Another of Professor Appleby’s interesting ideas is that England in the seventeenth century was fertile ground for fundamental change. The religious conflicts of that century, including the Civil War, undermined the effectiveness of the forces of established authority, which were the natural source of resistance to change. The view that weak government left scope for original thought and innovation seems highly plausible.
There is surely an inherent and unbridgeable conflict between maintaining the capacity for original thought and innovation and maintaining ‘firm rule’, including rule over matters of doctrine and belief. This conflict has echoes in the present day, in which the rise of managerialism and the insistent and overbearing demands of PR for simple and clear ‘messages’ mean that the chaotic process of original thinking is often regarded as too dangerous to be allowed by many public and private institutions.

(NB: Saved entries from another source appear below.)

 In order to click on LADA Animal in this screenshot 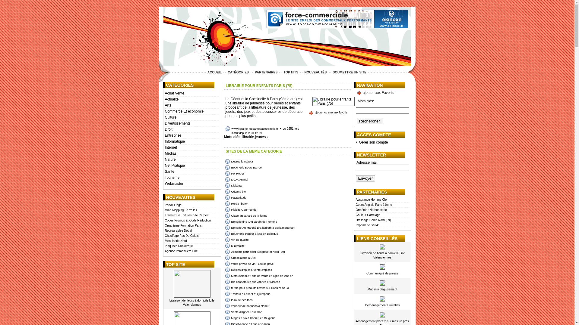, I will do `click(236, 180)`.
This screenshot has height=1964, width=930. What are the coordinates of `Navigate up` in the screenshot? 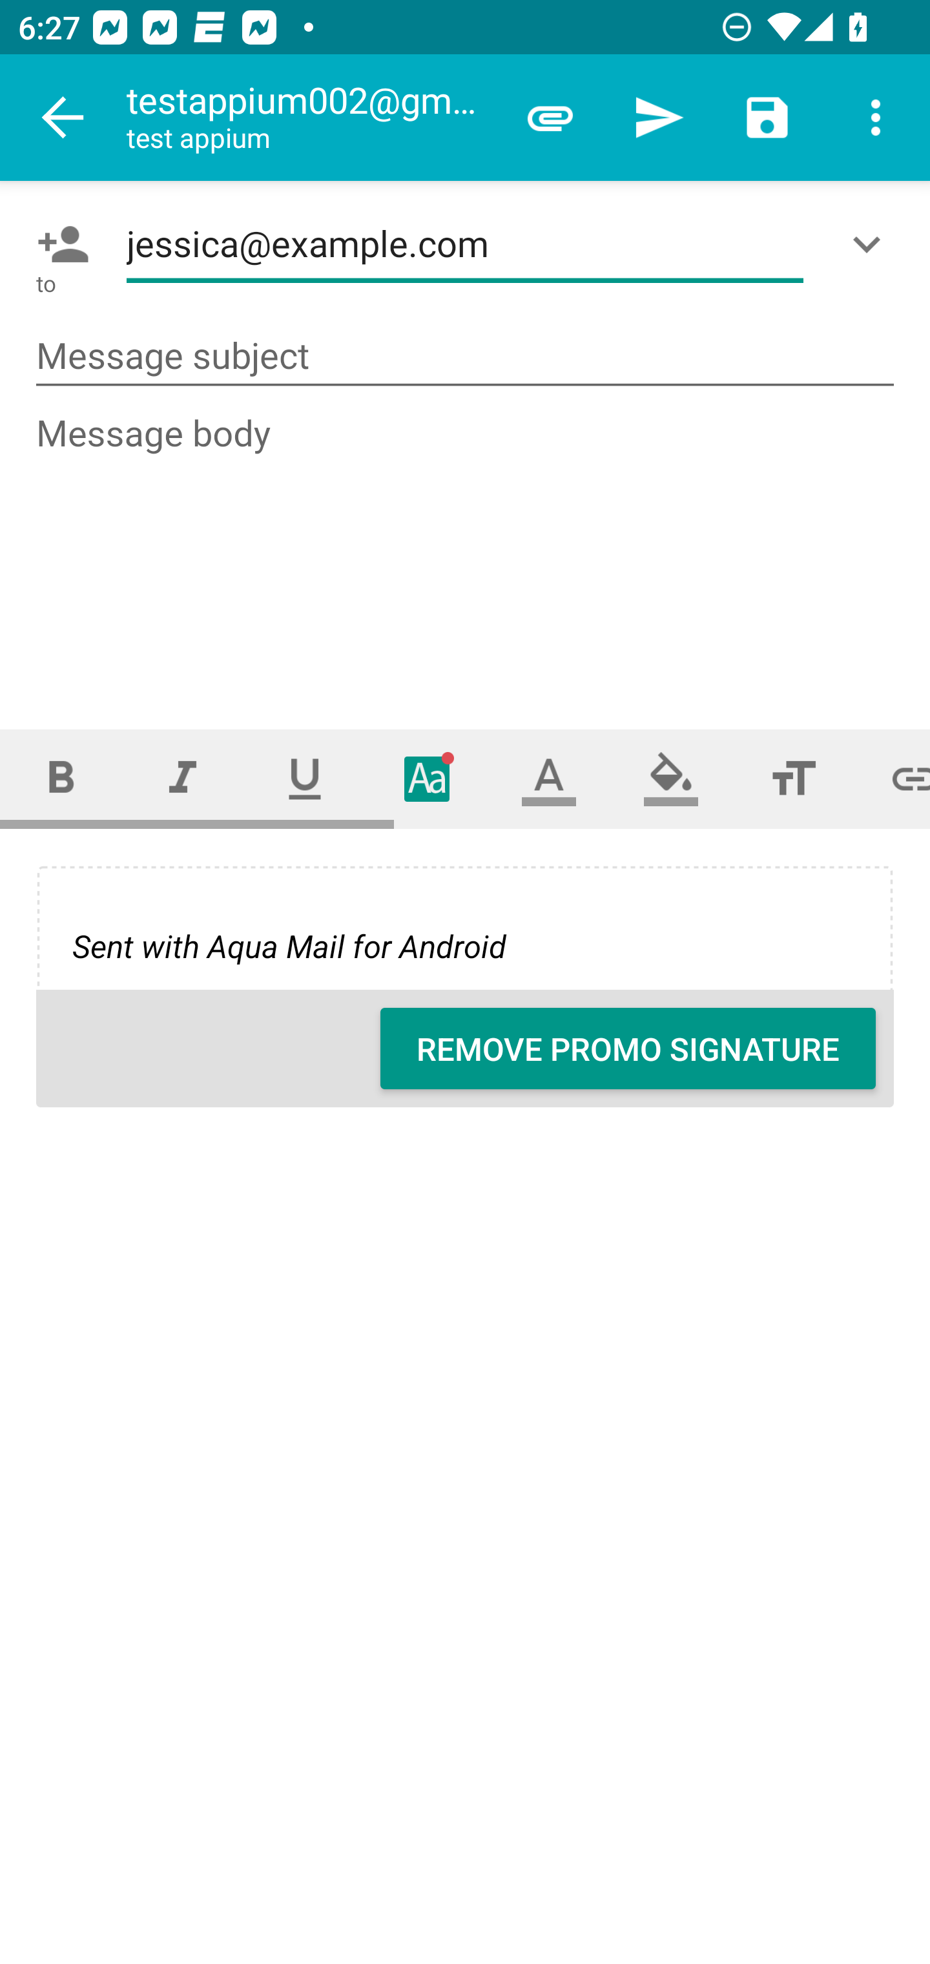 It's located at (63, 117).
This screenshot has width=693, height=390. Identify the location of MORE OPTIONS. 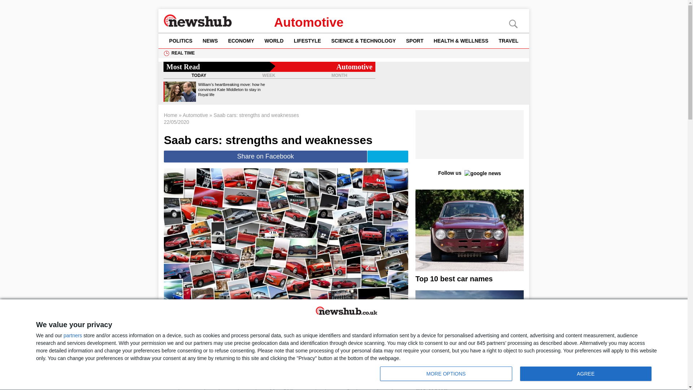
(446, 374).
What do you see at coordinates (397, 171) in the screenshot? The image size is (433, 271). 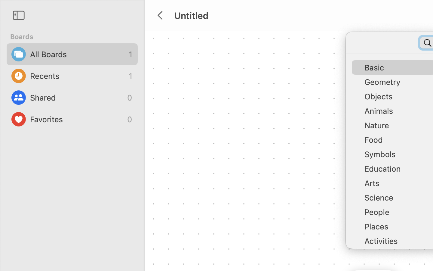 I see `Education` at bounding box center [397, 171].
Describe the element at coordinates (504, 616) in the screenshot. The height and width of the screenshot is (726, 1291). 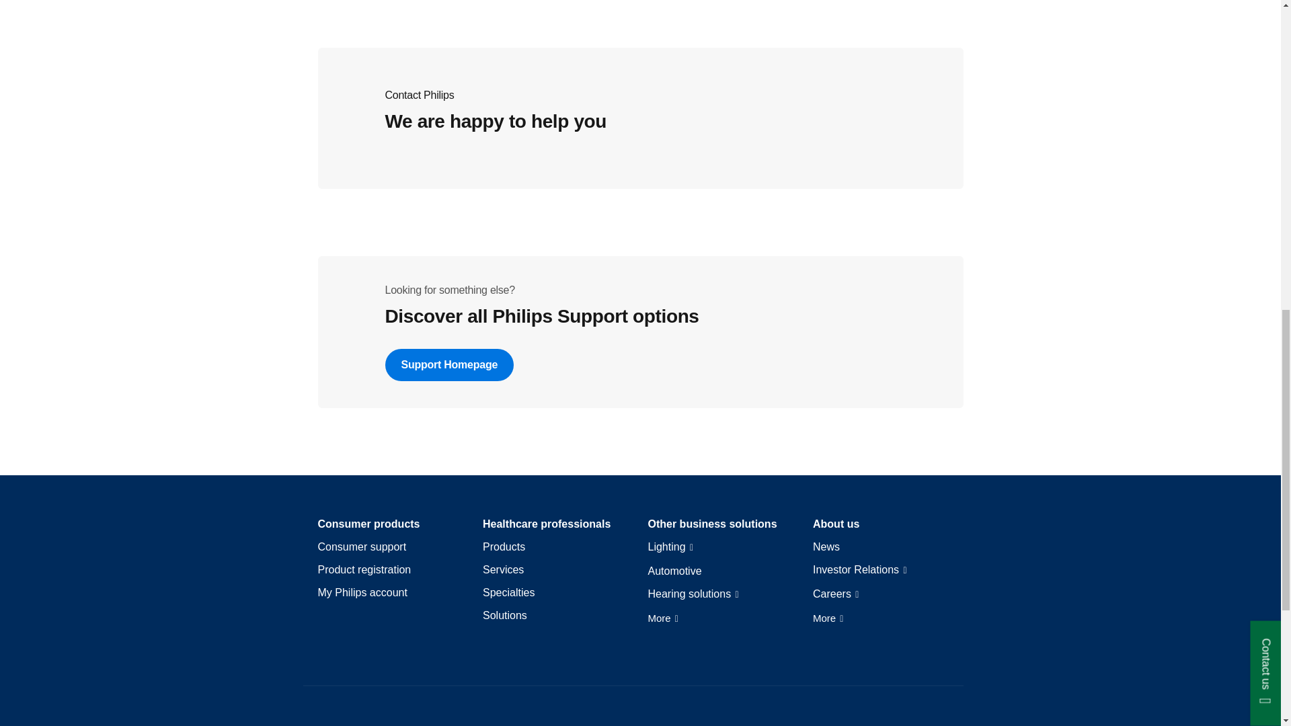
I see `Solutions` at that location.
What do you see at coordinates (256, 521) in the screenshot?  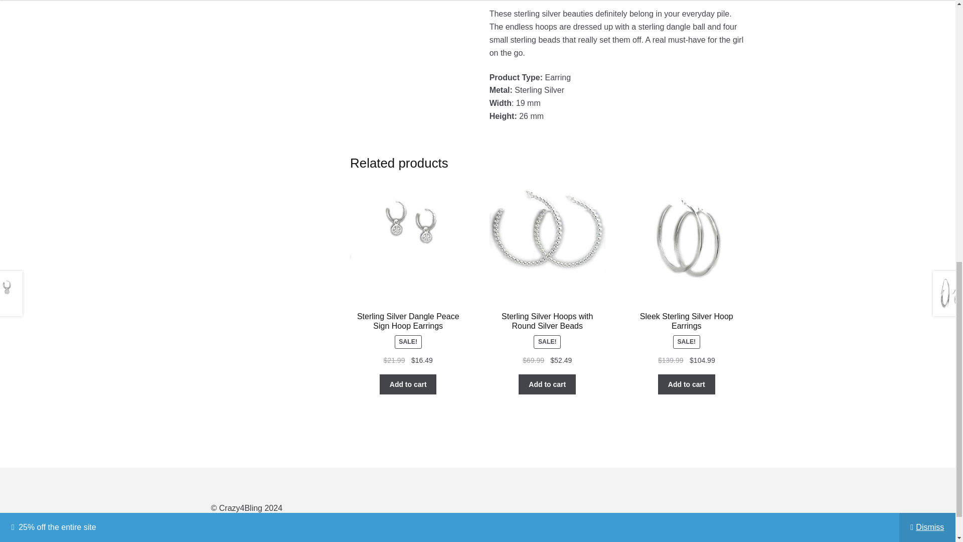 I see `WooCommerce - The Best eCommerce Platform for WordPress` at bounding box center [256, 521].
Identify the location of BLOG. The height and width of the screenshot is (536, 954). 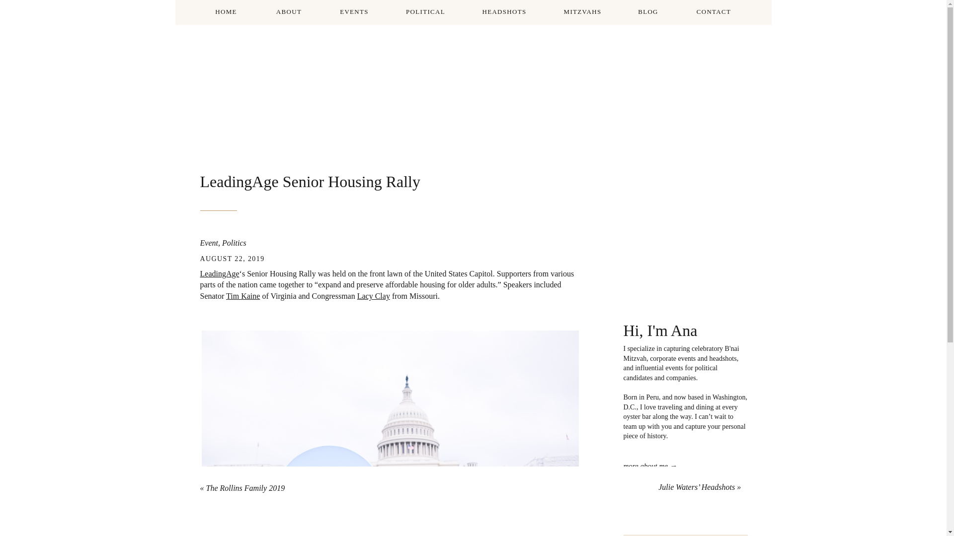
(648, 12).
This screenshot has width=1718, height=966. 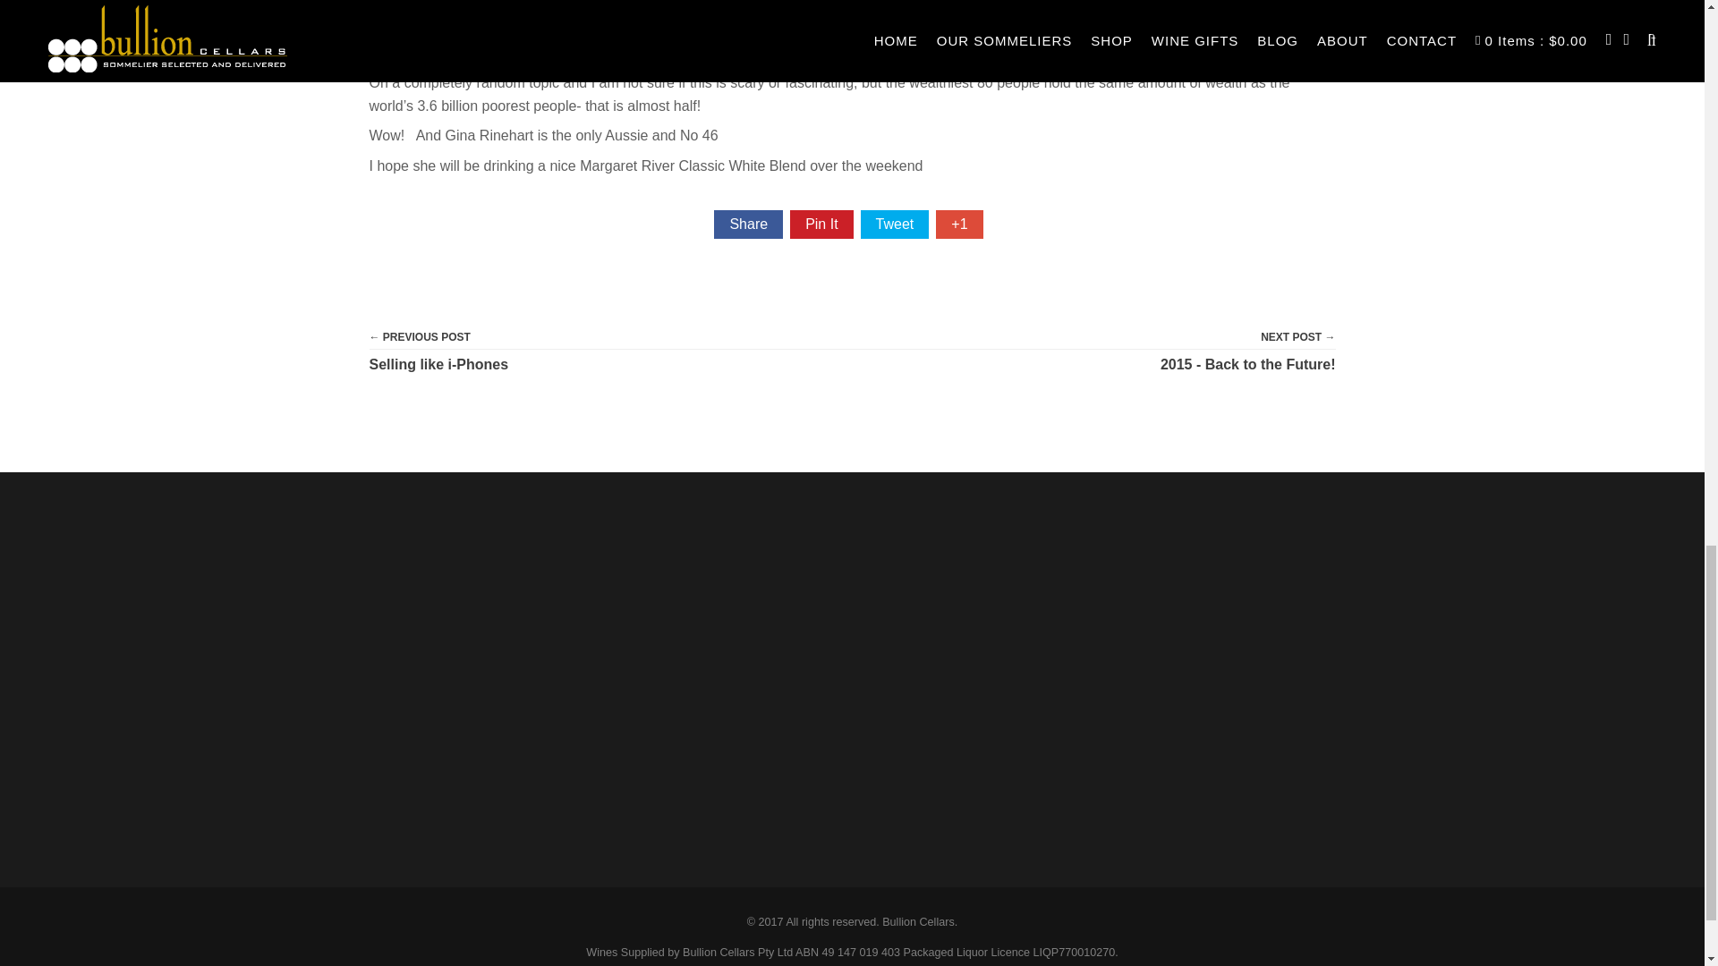 What do you see at coordinates (895, 224) in the screenshot?
I see `Tweet` at bounding box center [895, 224].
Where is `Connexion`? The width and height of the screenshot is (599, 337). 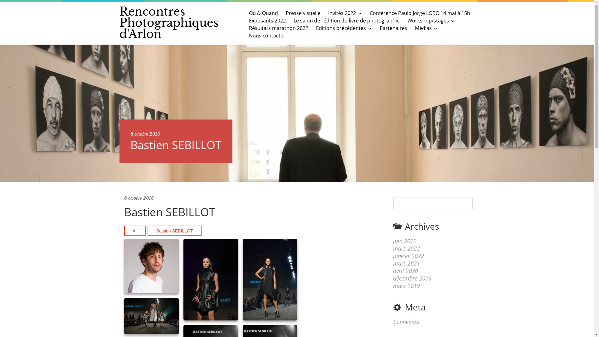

Once the capitalist cat was out of the bag in England, it was inevitable that other countries would follow. Much of Professor Appleby’s book is an account of how that happened and what the consequences were. One of the most important developments was the institution of enterprises with limited liability for the owners. It seems pretty obvious that limited liability, by its very nature, entails moral hazard, which economic theorists regard as dangerous. Professor Appleby doesn’t address moral hazard directly but simply comments that “a great deal of attention has been given to the excellence of the English and American corporation as a vehicle for capitalist expansion.” In any cost-benefit analysis of limited liability, the benefits of increased growth would presumably exceed the costs of moral hazard. In spite of that, it is quite surprising that there has been so little debate in the wake of the financial crisis about whether limited liability is desirable for some kinds of financial companies. Professor Appleby has some harsh things to say about the origins of the crisis, but not about limited liability. The question is nevertheless a real one. Moral hazard has clearly done very serious damage in the past decade in the financial industry.
Notwithstanding its current travails, in the final analysis Professor Appleby is optimistic about the durability of capitalism. In Capitalism, Socialism and Democracy, written in the early 1940s, Joseph Schumpeter suggested that capitalism would not survive because it would be undermined by the intellectuals whose lifestyles it made possible. Professor Appleby doesn’t agree. “People do learn from their mistakes. There is no reason to think that societies won’t continue to modify and monitor their economies in pursuit of shared goals.” Let’s hope she is right.